There are reasons why a filmmaker may want to draw out the pace of a story. They might be trying to draw your attention to performances, or to design or composition. They may be attempting to create a sense of dreamlike discomfort, or even actively trying to bore the audience for some artistic purpose. There is no evidence that Filoni intends any of these things, and given that all other signs point to Ahsoka being popcorn entertainment, it would be weird if he did. As it stands, there is nothing going on in these performances apart from stiff blocking and purely expository dialogue. Ahsoka assembles a talented cast, but if news broke tomorrow that the series actually starred AI simulacra in the likeness of real actors, it would explain a lot. Likewise, it doesn’t feel as if there’s a human being behind the camera, either, as Filoni’s shot compositions and editing choices are purely practical if not actively harmful to the drama and tension of each scene. It’s as if he concerned himself only with making sure that subjects were in frame, in focus, and evenly lit, and put no further thought into it, channeling the infamous on-set laziness of late-era Lucas. (The second episode, directed by Steph Green but clearly following the style guide established in the first, is only marginally better.)

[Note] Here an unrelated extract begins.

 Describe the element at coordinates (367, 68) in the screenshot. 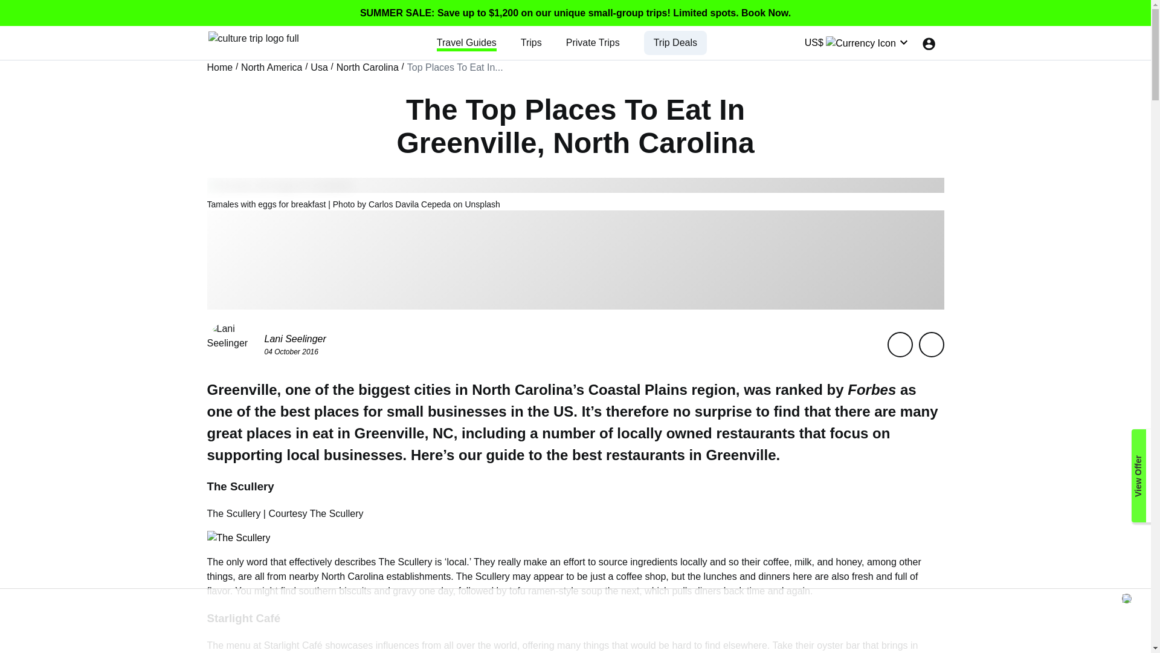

As hard as I’ve been on recent live-action Star Wars series not called Andor (The Book of Boba Fett had me begging for death), I imagined that Ahsoka would, if nothing else, fit the brand’s usual fan candy and seeing some of my favorite animated Star Wars characters come to life would make for some diverting television. Instead, I’m left utterly baffled, as Ahsoka has managed to set the bar for Star Wars TV to a new low. Barring professional obligation, I can hardly imagine watching the remainder of this series. Ahsoka is supposed to lead into a crossover feature film that unites the casts of all the Mandalorian-adjacent series, with Dave Filoni at the helm. Once, that might have sounded appealing, but now, I sense a great disturbance in the Force.